In short, it just won’t do to call qualia nihilism “madness,” when you offer no arguments, only exasperation.
This simply doesn’t solve the problem; not in the least. If you posit abstractly characterized structural entities, you are still left with the problem regarding what makes that configuration give the appearance “blue.” You’re also left with the problem of explaining why evolution would have provided a means of registering these “abstractly characterized structural and algebraic properties” when they make no difference for adaptation.
My guess, you espouse an epistemology that makes sense data necessary. Completely freeing epistemology from sensationalism is virtue rather than vice: philosophers have been looking for a way out of sensationalism since Karl Popper’s failed falsificationism.
You need an argument better than alleging madness. Many things seem blatantly wrong before one reflects on them.

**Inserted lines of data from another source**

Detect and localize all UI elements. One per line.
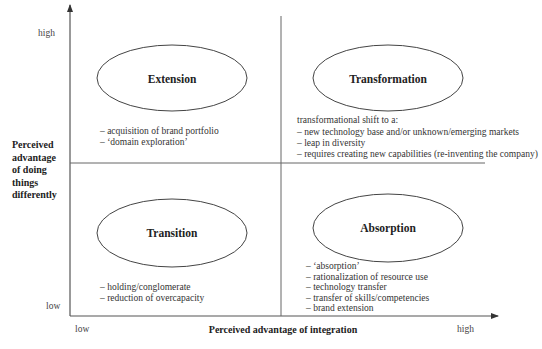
- transformation-list: transformational shift to a: – new techn…: [297, 115, 538, 160]
- transformation-label: Transformation: [349, 73, 427, 85]
- transition-label: Transition: [147, 227, 198, 239]
- absorption-list: – ‘absorption’ – rationalization of reso…: [306, 261, 429, 314]
- list-item: – leap in diversity: [297, 138, 538, 149]
- list-item: – rationalization of resource use: [306, 272, 429, 283]
- x-axis-high-label: high: [457, 324, 474, 334]
- y-axis-label-line: advantage: [12, 152, 57, 165]
- list-item: – ‘domain exploration’: [100, 137, 219, 148]
- y-axis-label: Perceived advantage of doing things diff…: [12, 139, 57, 202]
- absorption-label: Absorption: [360, 222, 416, 234]
- list-item: – ‘absorption’: [306, 261, 429, 272]
- list-item: – brand extension: [306, 303, 429, 314]
- list-item: – acquisition of brand portfolio: [100, 126, 219, 137]
- transformation-intro: transformational shift to a:: [297, 115, 538, 126]
- list-item: – holding/conglomerate: [100, 282, 204, 293]
- y-axis-high-label: high: [38, 28, 55, 38]
- diagram-canvas: [0, 0, 542, 349]
- y-axis-label-line: things: [12, 177, 57, 190]
- x-axis-label: Perceived advantage of integration: [209, 324, 357, 335]
- extension-list: – acquisition of brand portfolio – ‘doma…: [100, 126, 219, 148]
- list-item: – requires creating new capabilities (re…: [297, 149, 538, 160]
- list-item: – technology transfer: [306, 282, 429, 293]
- transition-list: – holding/conglomerate – reduction of ov…: [100, 282, 204, 304]
- x-axis-low-label: low: [75, 324, 89, 334]
- extension-label: Extension: [148, 73, 197, 85]
- y-axis-low-label: low: [46, 301, 60, 311]
- list-item: – new technology base and/or unknown/eme…: [297, 127, 538, 138]
- y-axis-label-line: of doing: [12, 164, 57, 177]
- list-item: – reduction of overcapacity: [100, 293, 204, 304]
- list-item: – transfer of skills/competencies: [306, 293, 429, 304]
- y-axis-label-line: differently: [12, 189, 57, 202]
- y-axis-label-line: Perceived: [12, 139, 57, 152]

I was actually talking more about the deduction that experiences are causally downstream from physical stimulation of sense organs, and causally upstream from voluntary motor action. This deduction is made because the physical brain is in that position; the physical causal sequence matches up with the subjectively conceived causal sequence “influences from outside me → my experiences → my actions”; so one supposes that experiences are in the brain and relevant to “physical” causality.
To say that these entities have abstract structure, is not to say that that is the whole of their being. I am only emphasizing how qualia, and things made out of qualia, can be part of a mathematically characterized fundamental physics. The mathematical theory would talk about a causal network of basic objects characterized with the abstruseness typical of such theories—e.g. as combinations of elements of an algebra—and some of those objects would in reality be qualia.
If you were then to ask “what makes one of those objects blue? what makes it look blue?”—those are questions which could not be answered solely on the mathematical level, which doesn’t even talk about blue, only about abstracted structural properties and abstracted causal roles. They could only be tackled in a fuller ontological context, where you say “this entity from the theory is an experience, this property is the property of being blue, this process is the experiencing of blue”, and so on.
It’s like the difference between doing arithmetic and talking about apples. You can count apples, and numbers can be calculational proxies for groups of apples, but apples aren’t numbers and talking about numbers isn’t really the same thing as talking about apples. These abstracted propositions would only belong to the mathematical part of a theory of causally efficacious physical qualia, and that’s not the whole theory, in the same way that arithmetic statements about how many apples I have, are not my whole “theory of apples”.
The “non-mathematical part” doesn’t just include a series of verbal stipulations that “these abstractly characterized entities are ‘experiences’”. It implicitly also includes a bit of phenomenology: you would need to be able to single out various aspects of your own experience, and know that those are what is meant by the corresponding terms in the theory. You should be able to look at something blue and think, “OK, that’s blue, that’s property X from the formalism, and my awareness of blue, that’s property X’...”, and so on, for as far as theory and thought can take you.
That is a long-term ideal for a physical theory of consciousness; nothing we have right now measures up.